Lars Samuelson is awarded the prize for his internationally outstanding contributions as an innovative researcher and research leader in nanoscience and nanotechnology, and for the application of scientific results, not least in semiconductor technology.
On being awarded the prestigious gold medal, Lars Samuelson says:
“I am incredibly pleased and honored to be considered for the unique award of the IVA Great Gold Medal. I see this as a collective award to the amazing environment of talented students and researchers that I have had the privilege to lead and work with.”
Throughout his career, Lars Samuelson has made a name for himself as a creative innovator, able to bring together experts in many different fields and get them working towards a common goal. Back in 1988, he founded Europe’s first center for nano research – the Nanometer Consortium, now NanoLund – and led it for 25 years.
Part of the nanowire revolution
Lars Samuelson and his research colleagues have made several epoch-making discoveries. His research team was among the first in the world to build nanowires – wire-shaped crystals that, when grown in a lab environment, enable unique properties of the material.
“For basic research, the breakthrough gave us access to unique one-dimensional component structures where we could study basic quantum physics and manipulate individual electrons. This had a major impact on the scientific literature, and together with Harvard and Berkeley, we in Lund were part of the nanowire revolution,” says Lars Samuelson.
Several companies and commercially viable products have been spun off from Lars Samuelson's research on nanowires. One of them is Glo AB, which has been particularly successful in developing unique nanomaterial-based light-emitting diodes for electronic displays.
“The companies are the result of the research that I and my research colleagues have published scientifically and patented over the years,” says Lars Samuelson.
In recent years, a strong development in power electronics and advanced display technology based on gallium nitride (GaN) has taken place in one of the research spin-off companies, Hexagem AB, which develops semiconductors for electric cars and displays technology at Ideon in Lund. Lars Samuelson explains that gallium nitride, in addition to being a superior material for power and radio frequency technology, is the semiconductor material that has enabled the transition to LED-based lighting.
I see this as a collective award to the amazing environment of talented students and researchers that I have had the privilege to lead and work with.
“Our super-small gallium nitride LEDs, so-called nano-LEDs with sizes as small as 300–600 nanometers, are considered a key technology for tomorrow’s displays for pilots and car drivers, among others, which I am continuing to explore today,” says Lars Samuelson.
New challenges and opportunities at universities in China
After Lars Samuelson started to wind down his activities at NanoLund five years ago, he received a new offer he found hard to resist, as Chair Professor at the Southern University of Science and Technology (SUSTech) and Institute Director of the Institute of Nanoscience and Applications in the city of Shenzhen in China.
“Today, Shenzhen has developed into a meeting place for semiconductor technology and related research where I, as a semiconductor physicist, find it particularly exciting to be,” says Lars Samuelson.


> [Work task]:
Repeat the data below in full and exactly.

── Extracted data

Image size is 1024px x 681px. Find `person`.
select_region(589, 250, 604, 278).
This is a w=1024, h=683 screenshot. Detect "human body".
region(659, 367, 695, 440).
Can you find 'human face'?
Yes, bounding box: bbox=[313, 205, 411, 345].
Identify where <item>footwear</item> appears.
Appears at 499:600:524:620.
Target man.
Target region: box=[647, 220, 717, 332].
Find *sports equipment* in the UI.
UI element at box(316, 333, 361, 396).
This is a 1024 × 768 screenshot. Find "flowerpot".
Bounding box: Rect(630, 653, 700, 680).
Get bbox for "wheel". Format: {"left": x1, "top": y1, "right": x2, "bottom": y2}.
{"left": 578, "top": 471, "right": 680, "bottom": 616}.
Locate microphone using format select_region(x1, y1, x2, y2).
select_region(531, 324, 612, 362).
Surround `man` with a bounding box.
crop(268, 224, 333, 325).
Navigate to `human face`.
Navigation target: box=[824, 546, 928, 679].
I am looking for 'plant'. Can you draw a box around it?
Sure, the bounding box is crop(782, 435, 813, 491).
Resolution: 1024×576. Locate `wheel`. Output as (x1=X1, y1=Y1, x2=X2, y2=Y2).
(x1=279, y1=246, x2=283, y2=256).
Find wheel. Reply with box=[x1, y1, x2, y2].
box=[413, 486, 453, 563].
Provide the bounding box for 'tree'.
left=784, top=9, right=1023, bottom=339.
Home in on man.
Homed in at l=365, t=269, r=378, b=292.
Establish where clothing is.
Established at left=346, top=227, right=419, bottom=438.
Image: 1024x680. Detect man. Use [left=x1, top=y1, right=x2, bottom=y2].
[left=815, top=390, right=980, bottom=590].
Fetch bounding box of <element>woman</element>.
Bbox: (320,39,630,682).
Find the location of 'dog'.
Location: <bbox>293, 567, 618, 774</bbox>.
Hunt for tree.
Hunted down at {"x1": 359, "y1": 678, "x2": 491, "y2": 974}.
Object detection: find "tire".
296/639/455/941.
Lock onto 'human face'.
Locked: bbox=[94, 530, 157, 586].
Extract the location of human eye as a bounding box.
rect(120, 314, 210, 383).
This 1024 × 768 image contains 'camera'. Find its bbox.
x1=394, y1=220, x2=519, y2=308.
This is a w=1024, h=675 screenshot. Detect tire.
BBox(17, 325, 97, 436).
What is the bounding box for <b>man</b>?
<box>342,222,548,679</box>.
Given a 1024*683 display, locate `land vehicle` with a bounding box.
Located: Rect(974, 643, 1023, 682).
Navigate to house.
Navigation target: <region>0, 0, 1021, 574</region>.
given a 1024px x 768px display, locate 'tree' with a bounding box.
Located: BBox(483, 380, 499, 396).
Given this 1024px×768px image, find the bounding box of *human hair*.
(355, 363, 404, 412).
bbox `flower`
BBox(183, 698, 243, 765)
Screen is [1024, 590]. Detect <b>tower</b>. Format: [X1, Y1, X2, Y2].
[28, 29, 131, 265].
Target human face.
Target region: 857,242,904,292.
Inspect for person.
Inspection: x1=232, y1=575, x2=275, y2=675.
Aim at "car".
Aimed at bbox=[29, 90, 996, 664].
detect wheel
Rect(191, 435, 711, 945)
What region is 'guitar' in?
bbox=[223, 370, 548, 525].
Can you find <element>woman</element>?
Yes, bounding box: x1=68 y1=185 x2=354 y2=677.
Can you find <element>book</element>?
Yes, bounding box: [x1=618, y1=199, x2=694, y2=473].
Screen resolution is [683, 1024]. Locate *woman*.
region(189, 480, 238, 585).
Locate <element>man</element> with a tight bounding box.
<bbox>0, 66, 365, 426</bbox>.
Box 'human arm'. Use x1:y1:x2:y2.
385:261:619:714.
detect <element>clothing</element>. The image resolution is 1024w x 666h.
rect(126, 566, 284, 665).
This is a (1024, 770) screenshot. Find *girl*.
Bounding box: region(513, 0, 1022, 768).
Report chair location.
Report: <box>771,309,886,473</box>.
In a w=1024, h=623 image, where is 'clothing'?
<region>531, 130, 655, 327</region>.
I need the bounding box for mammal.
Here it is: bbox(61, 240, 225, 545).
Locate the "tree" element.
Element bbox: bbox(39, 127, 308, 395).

────

> [Completed task]:
Image size is 1024px x 681px. Find `person`.
select_region(589, 250, 604, 278).
This is a w=1024, h=683 screenshot. Detect "human body".
region(659, 367, 695, 440).
Can you find 'human face'?
Yes, bounding box: bbox=[313, 205, 411, 345].
Identify where <item>footwear</item> appears.
Appears at 499:600:524:620.
Target man.
Target region: box=[647, 220, 717, 332].
Find *sports equipment* in the UI.
UI element at box(316, 333, 361, 396).
This is a 1024 × 768 screenshot. Find "flowerpot".
Bounding box: Rect(630, 653, 700, 680).
Get bbox for "wheel". Format: {"left": x1, "top": y1, "right": x2, "bottom": y2}.
{"left": 578, "top": 471, "right": 680, "bottom": 616}.
Locate microphone using format select_region(x1, y1, x2, y2).
select_region(531, 324, 612, 362).
Surround `man` with a bounding box.
crop(268, 224, 333, 325).
Navigate to `human face`.
Navigation target: box=[824, 546, 928, 679].
I am looking for 'plant'. Can you draw a box around it?
Sure, the bounding box is crop(782, 435, 813, 491).
Resolution: 1024×576. Locate `wheel`. Output as (x1=X1, y1=Y1, x2=X2, y2=Y2).
(x1=279, y1=246, x2=283, y2=256).
Find wheel. Reply with box=[x1, y1, x2, y2].
box=[413, 486, 453, 563].
Provide the bounding box for 'tree'.
left=784, top=9, right=1023, bottom=339.
Home in on man.
Homed in at l=365, t=269, r=378, b=292.
Establish where clothing is.
Established at left=346, top=227, right=419, bottom=438.
Image: 1024x680. Detect man. Use [left=x1, top=y1, right=x2, bottom=y2].
[left=815, top=390, right=980, bottom=590].
Fetch bounding box of <element>woman</element>.
Bbox: (320,39,630,682).
Find the location of 'dog'.
Location: <bbox>293, 567, 618, 774</bbox>.
Hunt for tree.
Hunted down at {"x1": 359, "y1": 678, "x2": 491, "y2": 974}.
Object detection: find "tire".
296/639/455/941.
Lock onto 'human face'.
Locked: bbox=[94, 530, 157, 586].
Extract the location of human eye as a bounding box.
rect(120, 314, 210, 383).
This 1024 × 768 image contains 'camera'. Find its bbox.
x1=394, y1=220, x2=519, y2=308.
This is a w=1024, h=675 screenshot. Detect tire.
BBox(17, 325, 97, 436).
What is the bounding box for <b>man</b>?
<box>342,222,548,679</box>.
Given a 1024*683 display, locate `land vehicle` with a bounding box.
Located: Rect(974, 643, 1023, 682).
Navigate to house.
Navigation target: <region>0, 0, 1021, 574</region>.
given a 1024px x 768px display, locate 'tree' with a bounding box.
Located: BBox(483, 380, 499, 396).
Given this 1024px×768px image, find the bounding box of *human hair*.
(355, 363, 404, 412).
bbox `flower`
BBox(183, 698, 243, 765)
Screen is [1024, 590]. Detect <b>tower</b>. Format: [X1, Y1, X2, Y2].
[28, 29, 131, 265].
Target human face.
Target region: 857,242,904,292.
Inspect for person.
Inspection: x1=232, y1=575, x2=275, y2=675.
Aim at "car".
Aimed at bbox=[29, 90, 996, 664].
detect wheel
Rect(191, 435, 711, 945)
What region is 'guitar' in?
bbox=[223, 370, 548, 525].
Can you find <element>woman</element>?
Yes, bounding box: x1=68 y1=185 x2=354 y2=677.
Can you find <element>book</element>?
Yes, bounding box: [x1=618, y1=199, x2=694, y2=473].
Screen resolution is [683, 1024]. Locate *woman*.
region(189, 480, 238, 585).
Locate <element>man</element> with a tight bounding box.
<bbox>0, 66, 365, 426</bbox>.
Box 'human arm'. Use x1:y1:x2:y2.
385:261:619:714.
detect <element>clothing</element>. The image resolution is 1024w x 666h.
rect(126, 566, 284, 665).
This is a (1024, 770) screenshot. Find *girl*.
Bounding box: region(513, 0, 1022, 768).
Report chair location.
Report: <box>771,309,886,473</box>.
In a w=1024, h=623 image, where is 'clothing'?
<region>531, 130, 655, 327</region>.
I need the bounding box for mammal.
Here it is: bbox(61, 240, 225, 545).
Locate the "tree" element.
Element bbox: bbox(39, 127, 308, 395).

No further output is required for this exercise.